Global Thinkers Series

The Global Thinkers Series is an initiative of the Public Policy Editorial Board at the ANU Press. The series was launched in 2020 to highlight the writings of internationally acclaimed Australia-linked scholars, particularly those working in policy-relevant fields. Each volume is a capstone book, collecting the essential writings of one scholar, showcasing how their ideas developed over time, and putting each contribution in perspective. The series also offers each scholar an opportunity to reflect on their own intellectual evolution and to consider how their ideas help to illuminate contemporary questions. It is our hope that each collection will testify to the durability and relevance of academic scholarship in today’s world.

Please note: The following list of titles is sorted by publication date, with the most recent first.

Displaying results 1 to 3 of 3.

After Neoliberalism »

Authored by: John Quiggin
Publication date: July 2024
Since the early 1980s, Australian economic policy has been dominated by the ideology of neoliberalism (also known as ‘economic rationalism’), including policies of privatisation, financial deregulation and micro-economic reform. Throughout this period, John Quiggin has presented critical assessments of neoliberal policies and the claims about productivity growth made in support of those policies. The credibility of neoliberalism was fatally wounded by the Global Financial Crisis and its aftermath. Nevertheless, market ideology has lumbered on in zombie form, for want of a clear alternative. It is only recently that we have begun to reverse the failed policies of privatisation and deregulation and to consider radical alternatives such as a shift to a four-day week. This book provides a historical perspective in the form of a series of articles written from the mid-1980s to the present day. It concludes with some suggestions for the way forward, after neoliberalism. ‘John Quiggin is the intellectual equivalent of a dazzling fireworks display. I walk away from every encounter with a bright new insight, and this book is no exception. Agree or disagree, Professor Quiggin is a veritable trove of fresh insights. Spanning nearly four decades, this volume brings together some of Professor Quiggin’s most provocative contributions, driven by a deep commitment to equity. It will pique your curiosity and encourage you to work towards a better world.’ —Andrew Leigh, Parliamentarian and author of The Shortest History of Economics

Law and the Quest for Gender Equality »

Authored by: Margaret Thornton
Publication date: April 2023
For centuries, law was used to subordinate women and exclude them from the public sphere, so it cannot be expected to become a source of equality instantaneously or without resistance from benchmark men—that is, those who are white, heterosexual, able-bodied and middle class. Equality, furthermore, was attainable only in the public sphere, whereas the private sphere was marked as a site of inequality; a wife, children and servants could never be the equals of the master. Despite their ambivalence about the role of law and its contradictions, women and Others felt that they had no alternative but to look to it as a means of liberation. This skewed patriarchal heritage, the subtext of this collection of essays, has continued to impede the quest for equality by women and Others. It informs not only gender relations in the private sphere, as illustrated by domestic violence and sexual assault, but also the status of women in the public sphere. Despite the fact that women have entered the paid workforce—including the professions—in large numbers, they are still expected to assume responsibility for the preponderance of society’s caring. The essays show how maternal and caring roles, which are still largely viewed as belonging to an unregulated private sphere, continue to be invoked to detract from the authority of the feminine in the public sphere. The promise of antidiscrimination legislation in overcoming the heritage of the past is also shown to be somewhat hollow.
 

On the Frontiers of History »

Rethinking East Asian Borders

Authored by: Tessa Morris-Suzuki
Publication date: August 2020
Why is it that we so readily accept the boundary lines drawn around nations or around regions like ‘Asia’ as though they were natural and self-evident, when in fact they are so mutable and often so very arbitrary? What happens to people not only when the borders they seek to cross become heavily guarded, but also when new borders are drawn straight through the middle of their lives? The essays in this book address these questions by starting from small places on the borderlands of East Asia and looking outwards from the small towards the large, asking what these ‘minor pasts’ tell us about the grand narratives of history. In the process, it takes the reader on a journey from Renaissance European visions of ‘Tartary’, through nineteenth-century racial theorising, imperial cartography and indigenous experiences of modernity, to contemporary debates about Big History in an age of environmental crisis.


== WORK REQUIRED ==
Look through the data that follows and copy each line with the string "product".
[Start of Attachment]
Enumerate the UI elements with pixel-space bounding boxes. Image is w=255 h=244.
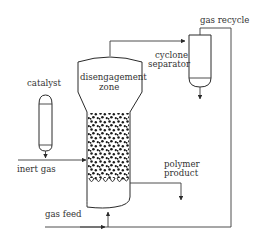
reactor-process-diagram: catalyst inert gas disengagement zone cy… [0, 0, 255, 244]
gas-recycle-label: gas recycle [200, 15, 249, 25]
polymer-product-line [130, 183, 181, 200]
catalyst-vessel [39, 95, 52, 158]
disengagement-zone-label-1: disengagement [80, 72, 147, 82]
polymer-label-2: product [164, 168, 199, 178]
catalyst-label: catalyst [27, 78, 62, 88]
fluidized-bed-particles [88, 113, 129, 180]
gas-feed-label: gas feed [45, 209, 82, 219]
cyclone-separator [189, 35, 211, 99]
inert-gas-label: inert gas [17, 164, 56, 174]
cyclone-label-2: separator [148, 59, 191, 69]
disengagement-zone-label-2: zone [99, 82, 119, 92]
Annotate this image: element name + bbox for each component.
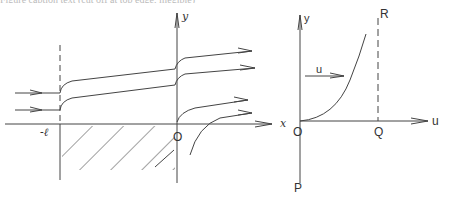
origin-label-left: O xyxy=(173,130,182,144)
point-r-label: R xyxy=(380,7,389,21)
arrow-lower-out xyxy=(240,65,255,70)
left-diagram xyxy=(5,13,272,183)
point-p-label: P xyxy=(294,181,302,195)
origin-label-right: O xyxy=(293,125,302,139)
streamline-below xyxy=(190,113,252,155)
streamline-origin xyxy=(177,100,248,122)
point-q-label: Q xyxy=(374,125,383,139)
velocity-label: u xyxy=(316,63,322,75)
arrow-upper-out xyxy=(238,48,252,53)
figure: x y O -ℓ y u O Q R P u xyxy=(0,0,450,201)
right-diagram xyxy=(298,15,428,183)
y-axis-label-right: y xyxy=(304,12,310,24)
y-axis-label-left: y xyxy=(181,10,189,23)
streamline-lower xyxy=(15,68,255,110)
streamline-upper xyxy=(15,51,252,93)
minus-l-label: -ℓ xyxy=(40,126,49,139)
hatched-region xyxy=(62,126,175,170)
x-axis-label: x xyxy=(280,117,287,130)
arrow-below xyxy=(238,110,252,115)
arrow-origin xyxy=(234,97,248,102)
u-axis-label: u xyxy=(432,114,439,128)
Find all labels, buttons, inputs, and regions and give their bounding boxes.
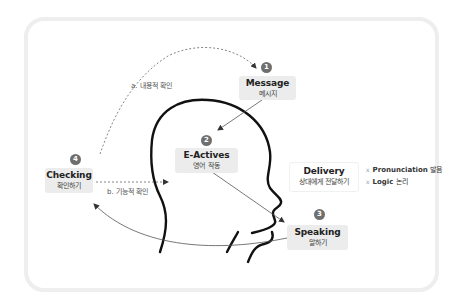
node-speaking-title: Speaking: [287, 227, 348, 238]
node-message-title: Message: [239, 78, 296, 89]
delivery-subtitle: 상대에게 전달하기: [290, 177, 358, 187]
step-4-badge: 4: [70, 154, 81, 165]
step-3-badge: 3: [314, 209, 325, 220]
criteria-item-logic: xLogic 논리: [366, 176, 442, 188]
chin-outline-icon: [248, 232, 273, 262]
node-checking-title: Checking: [45, 170, 93, 181]
node-checking: Checking 확인하기: [45, 168, 93, 193]
step-2-badge: 2: [201, 135, 212, 146]
criteria-item-pronunciation: xPronunciation 발음: [366, 164, 442, 176]
node-speaking: Speaking 말하기: [287, 225, 348, 250]
node-speaking-subtitle: 말하기: [287, 238, 348, 248]
delivery-title: Delivery: [290, 166, 358, 177]
x-mark-icon: x: [366, 166, 370, 173]
node-checking-subtitle: 확인하기: [45, 181, 93, 191]
x-mark-icon: x: [366, 178, 370, 185]
delivery-criteria-list: xPronunciation 발음 xLogic 논리: [366, 164, 442, 188]
node-message-subtitle: 메시지: [239, 89, 296, 99]
step-1-badge: 1: [261, 62, 272, 73]
node-e-actives: E-Actives 영어 작동: [175, 148, 238, 173]
delivery-box: Delivery 상대에게 전달하기: [289, 162, 359, 192]
head-outline-icon: [151, 100, 281, 252]
node-e-actives-title: E-Actives: [175, 150, 238, 161]
node-message: Message 메시지: [239, 76, 296, 100]
edge-label-a: a. 내용적 확인: [131, 80, 172, 90]
node-e-actives-subtitle: 영어 작동: [175, 161, 238, 171]
edge-label-b: b. 기능적 확인: [107, 186, 148, 196]
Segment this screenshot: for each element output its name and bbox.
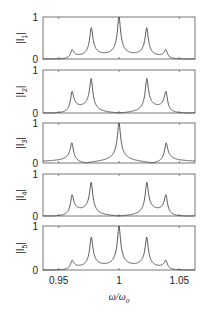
response-curve [43,79,195,113]
xtick-label: 0.95 [49,275,69,286]
ytick-label-0: 0 [32,158,38,169]
xtick-label: 1 [116,275,122,286]
axes-frame [43,17,195,59]
ylabel: |I5| [15,242,28,254]
ylabel: |I2| [15,86,28,98]
ytick-label-1: 1 [32,118,38,129]
ytick-label-1: 1 [32,12,38,23]
response-curve [43,123,195,163]
panel-5: 10|I5| [15,221,195,276]
ytick-label-1: 1 [32,221,38,232]
response-curve [43,182,195,216]
xtick-label: 1.05 [170,275,190,286]
stacked-resonance-chart: 10|I1|10|I2|10|I3|10|I4|10|I5|0.9511.05ω… [0,0,203,314]
ytick-label-1: 1 [32,65,38,76]
axes-frame [43,174,195,216]
panel-4: 10|I4| [15,169,195,222]
response-curve [43,226,195,270]
panel-2: 10|I2| [15,65,195,119]
ylabel: |I1| [15,32,28,44]
response-curve [43,17,195,59]
ylabel: |I3| [15,137,28,149]
axes-frame [43,70,195,113]
ytick-label-0: 0 [32,54,38,65]
panel-3: 10|I3| [15,118,195,169]
panel-1: 10|I1| [15,12,195,65]
axes-frame [43,226,195,270]
ylabel: |I4| [15,189,28,201]
xlabel: ω/ω0 [109,291,130,305]
ytick-label-0: 0 [32,265,38,276]
ytick-label-1: 1 [32,169,38,180]
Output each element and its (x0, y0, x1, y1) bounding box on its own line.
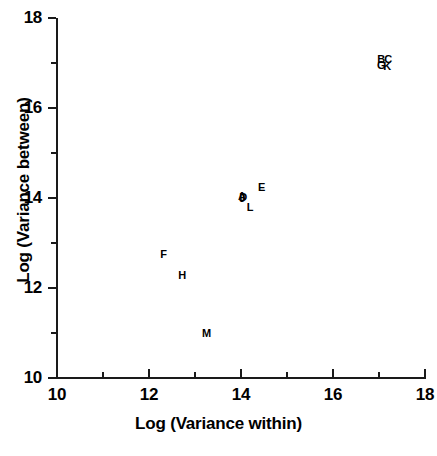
[End of Attachment]
== ANSWER SECTION ==
polymer-product-line [130, 183, 181, 200]
polymer-label-2: product [164, 168, 199, 178]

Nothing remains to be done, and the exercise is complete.